Friday, April 12, 2013

New Biofuel from Horse Digestive Fungus

[caption id="attachment_7820" align="alignleft" width="530" caption="Horse Digestive Fungus"][/caption]

An article from Science Daily describes a new method of producing biofuel from horse feces.  Another article was published on MITnews.  Cellulose is the compound used for making biofuels from non-food plant materials but, it is difficult to extract through the lignin within the cell walls of plants.  In order to do this lignin must be removed, enzyme must be used to break down cellulose into sugars, then the sugars are digested by microbes to ferment into alcohol to produce the fuel.  This process is extensive and expensive.

A fungus found in the digestive tract of a horse lives on lignin-rich plants and converts the cellulose into sugars for the animal.  This could make the process biofuels much easier and less expensive.  Scientists are now trying to isolate the genes that produce these enzymes and genetically engineer them into yeasts.  Since yeasts are already commercially used for products such as antibiotics and foods, the production technology already exists.  So far all the genetic material of this gut fungus use to break down the cellulose has been isolated from horse feces.  These protein-encoding materials are named “transcriptome” facilitated the identification of hundreds of enzymes capable of breaking down the lignin and extracting cellulose.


[Activity]
With the line containing "Image is 644x302 pixels." as the starting point, write out each line exactly through the final line of the listing, both ends included.

** Material for this exercise follows **

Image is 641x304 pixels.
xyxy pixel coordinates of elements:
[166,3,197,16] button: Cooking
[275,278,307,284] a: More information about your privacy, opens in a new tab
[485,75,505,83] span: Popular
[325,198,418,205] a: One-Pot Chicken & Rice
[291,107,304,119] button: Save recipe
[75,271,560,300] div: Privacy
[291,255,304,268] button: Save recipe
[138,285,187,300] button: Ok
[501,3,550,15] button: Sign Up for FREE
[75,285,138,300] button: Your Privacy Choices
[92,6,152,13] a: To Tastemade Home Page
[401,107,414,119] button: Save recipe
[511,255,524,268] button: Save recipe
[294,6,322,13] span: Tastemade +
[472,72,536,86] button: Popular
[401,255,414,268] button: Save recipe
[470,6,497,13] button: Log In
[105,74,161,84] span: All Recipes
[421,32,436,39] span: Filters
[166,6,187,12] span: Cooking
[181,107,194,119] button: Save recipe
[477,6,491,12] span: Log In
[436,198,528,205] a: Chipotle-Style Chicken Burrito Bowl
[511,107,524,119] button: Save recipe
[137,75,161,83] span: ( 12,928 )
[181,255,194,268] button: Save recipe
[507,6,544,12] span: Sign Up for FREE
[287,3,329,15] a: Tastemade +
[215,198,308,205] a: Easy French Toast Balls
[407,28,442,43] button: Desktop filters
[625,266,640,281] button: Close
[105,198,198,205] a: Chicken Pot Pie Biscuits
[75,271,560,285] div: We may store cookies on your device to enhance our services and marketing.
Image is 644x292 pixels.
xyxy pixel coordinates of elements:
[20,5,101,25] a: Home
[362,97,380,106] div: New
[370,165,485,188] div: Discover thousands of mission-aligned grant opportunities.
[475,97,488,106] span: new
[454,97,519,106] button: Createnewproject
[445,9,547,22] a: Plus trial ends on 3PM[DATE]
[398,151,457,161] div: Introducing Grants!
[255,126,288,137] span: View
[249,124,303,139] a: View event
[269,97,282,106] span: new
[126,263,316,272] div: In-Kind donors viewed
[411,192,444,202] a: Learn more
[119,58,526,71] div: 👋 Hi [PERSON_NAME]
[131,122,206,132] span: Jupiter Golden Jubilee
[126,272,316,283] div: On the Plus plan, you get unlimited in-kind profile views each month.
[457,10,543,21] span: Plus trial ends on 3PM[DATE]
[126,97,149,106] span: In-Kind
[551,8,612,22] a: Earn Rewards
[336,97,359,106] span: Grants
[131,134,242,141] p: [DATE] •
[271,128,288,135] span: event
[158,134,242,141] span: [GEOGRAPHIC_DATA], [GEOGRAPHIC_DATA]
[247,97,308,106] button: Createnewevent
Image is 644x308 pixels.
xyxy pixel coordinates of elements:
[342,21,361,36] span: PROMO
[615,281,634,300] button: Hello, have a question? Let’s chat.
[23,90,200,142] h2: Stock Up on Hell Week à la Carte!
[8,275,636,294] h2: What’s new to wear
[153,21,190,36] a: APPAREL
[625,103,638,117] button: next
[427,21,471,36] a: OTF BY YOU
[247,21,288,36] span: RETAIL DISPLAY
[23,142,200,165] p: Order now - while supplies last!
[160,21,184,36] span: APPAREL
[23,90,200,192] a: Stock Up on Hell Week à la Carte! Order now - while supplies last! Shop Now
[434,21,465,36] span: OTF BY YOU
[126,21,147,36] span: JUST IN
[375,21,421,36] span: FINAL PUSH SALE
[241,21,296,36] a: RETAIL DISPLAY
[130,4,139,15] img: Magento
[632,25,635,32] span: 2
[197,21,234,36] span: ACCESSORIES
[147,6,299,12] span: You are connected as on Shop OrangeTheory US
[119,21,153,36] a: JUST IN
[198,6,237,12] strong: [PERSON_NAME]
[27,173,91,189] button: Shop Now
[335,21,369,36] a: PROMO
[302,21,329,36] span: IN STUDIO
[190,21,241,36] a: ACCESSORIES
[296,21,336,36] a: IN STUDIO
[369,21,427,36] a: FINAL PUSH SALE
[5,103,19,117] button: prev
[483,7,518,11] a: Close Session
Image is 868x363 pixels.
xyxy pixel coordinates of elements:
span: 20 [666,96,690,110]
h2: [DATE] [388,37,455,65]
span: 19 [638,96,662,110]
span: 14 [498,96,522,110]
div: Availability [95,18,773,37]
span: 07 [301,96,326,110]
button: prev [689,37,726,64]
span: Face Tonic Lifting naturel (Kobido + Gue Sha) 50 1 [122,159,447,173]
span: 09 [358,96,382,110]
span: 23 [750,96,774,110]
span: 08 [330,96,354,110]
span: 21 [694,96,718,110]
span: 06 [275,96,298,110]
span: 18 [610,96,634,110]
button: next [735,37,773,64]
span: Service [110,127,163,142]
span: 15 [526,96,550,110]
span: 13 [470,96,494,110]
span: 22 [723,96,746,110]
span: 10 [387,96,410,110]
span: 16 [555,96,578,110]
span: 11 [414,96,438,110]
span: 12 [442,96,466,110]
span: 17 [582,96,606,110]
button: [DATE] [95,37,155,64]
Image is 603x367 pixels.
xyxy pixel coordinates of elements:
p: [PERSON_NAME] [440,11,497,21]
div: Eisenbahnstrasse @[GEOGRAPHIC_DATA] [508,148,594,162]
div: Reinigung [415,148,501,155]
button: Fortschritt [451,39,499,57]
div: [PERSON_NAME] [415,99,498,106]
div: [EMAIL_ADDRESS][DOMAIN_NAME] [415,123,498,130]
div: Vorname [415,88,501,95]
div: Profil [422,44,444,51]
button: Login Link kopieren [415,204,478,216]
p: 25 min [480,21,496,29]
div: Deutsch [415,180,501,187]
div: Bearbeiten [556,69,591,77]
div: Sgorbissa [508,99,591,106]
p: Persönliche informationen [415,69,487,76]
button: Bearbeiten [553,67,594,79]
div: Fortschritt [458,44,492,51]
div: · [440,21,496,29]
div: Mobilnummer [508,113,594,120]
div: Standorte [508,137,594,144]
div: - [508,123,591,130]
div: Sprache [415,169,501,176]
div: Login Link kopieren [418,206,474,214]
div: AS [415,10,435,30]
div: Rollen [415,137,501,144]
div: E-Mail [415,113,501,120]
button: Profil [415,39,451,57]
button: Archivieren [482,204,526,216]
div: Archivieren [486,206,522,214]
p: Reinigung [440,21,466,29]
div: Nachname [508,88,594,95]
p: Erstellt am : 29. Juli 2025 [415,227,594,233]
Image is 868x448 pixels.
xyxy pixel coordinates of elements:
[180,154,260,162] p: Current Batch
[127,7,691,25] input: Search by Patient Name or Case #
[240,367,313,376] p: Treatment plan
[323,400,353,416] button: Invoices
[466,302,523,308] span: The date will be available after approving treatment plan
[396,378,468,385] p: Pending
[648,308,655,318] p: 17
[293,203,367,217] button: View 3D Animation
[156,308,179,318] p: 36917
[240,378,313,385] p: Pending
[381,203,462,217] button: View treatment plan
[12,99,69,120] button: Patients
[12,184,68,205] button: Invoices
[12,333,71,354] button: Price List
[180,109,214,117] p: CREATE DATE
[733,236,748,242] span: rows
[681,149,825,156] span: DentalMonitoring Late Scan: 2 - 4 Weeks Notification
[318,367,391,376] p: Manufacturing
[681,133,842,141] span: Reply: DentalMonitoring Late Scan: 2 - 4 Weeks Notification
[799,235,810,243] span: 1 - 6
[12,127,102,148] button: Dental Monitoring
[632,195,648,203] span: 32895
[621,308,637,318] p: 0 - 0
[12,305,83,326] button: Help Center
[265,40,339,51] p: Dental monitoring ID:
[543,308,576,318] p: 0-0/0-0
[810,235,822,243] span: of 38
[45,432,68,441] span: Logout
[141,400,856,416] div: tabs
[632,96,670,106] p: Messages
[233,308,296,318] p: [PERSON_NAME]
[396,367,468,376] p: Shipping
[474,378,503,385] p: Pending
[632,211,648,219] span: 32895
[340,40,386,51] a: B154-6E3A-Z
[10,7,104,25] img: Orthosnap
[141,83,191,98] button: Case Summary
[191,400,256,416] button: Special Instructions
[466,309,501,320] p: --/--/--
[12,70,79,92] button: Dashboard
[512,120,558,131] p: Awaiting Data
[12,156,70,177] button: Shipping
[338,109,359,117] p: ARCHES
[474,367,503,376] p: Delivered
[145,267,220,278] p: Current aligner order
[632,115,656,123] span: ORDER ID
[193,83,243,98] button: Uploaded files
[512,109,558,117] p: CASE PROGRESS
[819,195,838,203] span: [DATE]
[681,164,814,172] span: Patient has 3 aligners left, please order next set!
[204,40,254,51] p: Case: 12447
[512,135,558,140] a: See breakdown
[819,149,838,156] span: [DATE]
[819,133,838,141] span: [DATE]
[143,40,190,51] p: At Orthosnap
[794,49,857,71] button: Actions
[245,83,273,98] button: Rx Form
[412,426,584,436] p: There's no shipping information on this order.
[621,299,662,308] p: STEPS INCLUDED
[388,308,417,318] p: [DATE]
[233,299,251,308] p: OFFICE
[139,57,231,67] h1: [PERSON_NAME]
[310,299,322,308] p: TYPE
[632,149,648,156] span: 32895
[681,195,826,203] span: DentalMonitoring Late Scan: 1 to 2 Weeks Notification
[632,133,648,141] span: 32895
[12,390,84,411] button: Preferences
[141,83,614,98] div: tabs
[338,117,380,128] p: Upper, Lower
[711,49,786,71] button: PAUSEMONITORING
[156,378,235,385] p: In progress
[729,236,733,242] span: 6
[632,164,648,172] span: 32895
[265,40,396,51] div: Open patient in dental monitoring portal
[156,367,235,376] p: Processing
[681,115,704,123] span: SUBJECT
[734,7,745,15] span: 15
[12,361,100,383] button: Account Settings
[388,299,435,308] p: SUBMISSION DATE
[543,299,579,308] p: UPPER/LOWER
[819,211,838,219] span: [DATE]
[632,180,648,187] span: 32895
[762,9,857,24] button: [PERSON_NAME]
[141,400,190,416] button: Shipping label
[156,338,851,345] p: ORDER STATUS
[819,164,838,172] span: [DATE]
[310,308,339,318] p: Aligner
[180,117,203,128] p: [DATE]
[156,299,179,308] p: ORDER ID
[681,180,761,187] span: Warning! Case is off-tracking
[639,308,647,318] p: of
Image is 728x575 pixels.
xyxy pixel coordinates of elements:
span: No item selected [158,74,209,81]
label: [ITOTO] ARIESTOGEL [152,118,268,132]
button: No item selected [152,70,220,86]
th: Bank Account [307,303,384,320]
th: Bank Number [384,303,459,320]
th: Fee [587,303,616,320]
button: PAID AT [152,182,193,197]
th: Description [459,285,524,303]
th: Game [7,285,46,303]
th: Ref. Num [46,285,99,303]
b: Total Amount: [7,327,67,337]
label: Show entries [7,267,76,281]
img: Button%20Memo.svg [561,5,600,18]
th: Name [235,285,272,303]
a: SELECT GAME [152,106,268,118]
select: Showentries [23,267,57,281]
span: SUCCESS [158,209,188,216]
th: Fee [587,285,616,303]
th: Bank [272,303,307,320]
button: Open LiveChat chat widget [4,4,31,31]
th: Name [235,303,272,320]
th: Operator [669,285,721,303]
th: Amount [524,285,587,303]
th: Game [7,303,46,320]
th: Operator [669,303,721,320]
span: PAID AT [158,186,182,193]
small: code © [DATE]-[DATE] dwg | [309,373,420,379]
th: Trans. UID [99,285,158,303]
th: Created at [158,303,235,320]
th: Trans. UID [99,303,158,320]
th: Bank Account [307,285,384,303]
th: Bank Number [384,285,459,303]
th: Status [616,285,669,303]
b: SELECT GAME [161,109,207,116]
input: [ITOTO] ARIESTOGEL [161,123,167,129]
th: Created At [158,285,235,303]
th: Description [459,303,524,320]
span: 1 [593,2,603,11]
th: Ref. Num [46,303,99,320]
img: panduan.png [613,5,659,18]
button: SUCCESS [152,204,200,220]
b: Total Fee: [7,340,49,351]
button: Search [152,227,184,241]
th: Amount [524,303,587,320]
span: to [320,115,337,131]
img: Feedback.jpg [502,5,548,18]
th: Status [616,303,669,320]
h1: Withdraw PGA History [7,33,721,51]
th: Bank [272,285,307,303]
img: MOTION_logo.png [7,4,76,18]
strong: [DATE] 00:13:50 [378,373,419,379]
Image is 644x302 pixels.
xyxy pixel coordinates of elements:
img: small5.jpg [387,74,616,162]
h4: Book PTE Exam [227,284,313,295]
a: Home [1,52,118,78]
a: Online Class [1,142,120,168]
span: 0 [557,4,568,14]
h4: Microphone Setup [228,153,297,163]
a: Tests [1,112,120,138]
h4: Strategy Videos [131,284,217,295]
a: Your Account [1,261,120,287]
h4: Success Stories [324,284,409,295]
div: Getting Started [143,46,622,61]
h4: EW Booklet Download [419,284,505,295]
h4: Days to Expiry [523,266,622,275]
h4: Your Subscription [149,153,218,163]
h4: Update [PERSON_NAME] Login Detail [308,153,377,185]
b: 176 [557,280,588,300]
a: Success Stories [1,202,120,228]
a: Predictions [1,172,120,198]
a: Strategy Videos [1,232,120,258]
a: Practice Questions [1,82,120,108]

** End of Material for this exercise **

[Response for this exercise]
Image is 644x302 pixels.
xyxy pixel coordinates of elements:
img: small5.jpg [387,74,616,162]
h4: Book PTE Exam [227,284,313,295]
a: Home [1,52,118,78]
a: Online Class [1,142,120,168]
span: 0 [557,4,568,14]
h4: Microphone Setup [228,153,297,163]
a: Tests [1,112,120,138]
h4: Strategy Videos [131,284,217,295]
a: Your Account [1,261,120,287]
h4: Success Stories [324,284,409,295]
div: Getting Started [143,46,622,61]
h4: EW Booklet Download [419,284,505,295]
h4: Days to Expiry [523,266,622,275]
h4: Your Subscription [149,153,218,163]
h4: Update [PERSON_NAME] Login Detail [308,153,377,185]
b: 176 [557,280,588,300]
a: Success Stories [1,202,120,228]
a: Predictions [1,172,120,198]
a: Strategy Videos [1,232,120,258]
a: Practice Questions [1,82,120,108]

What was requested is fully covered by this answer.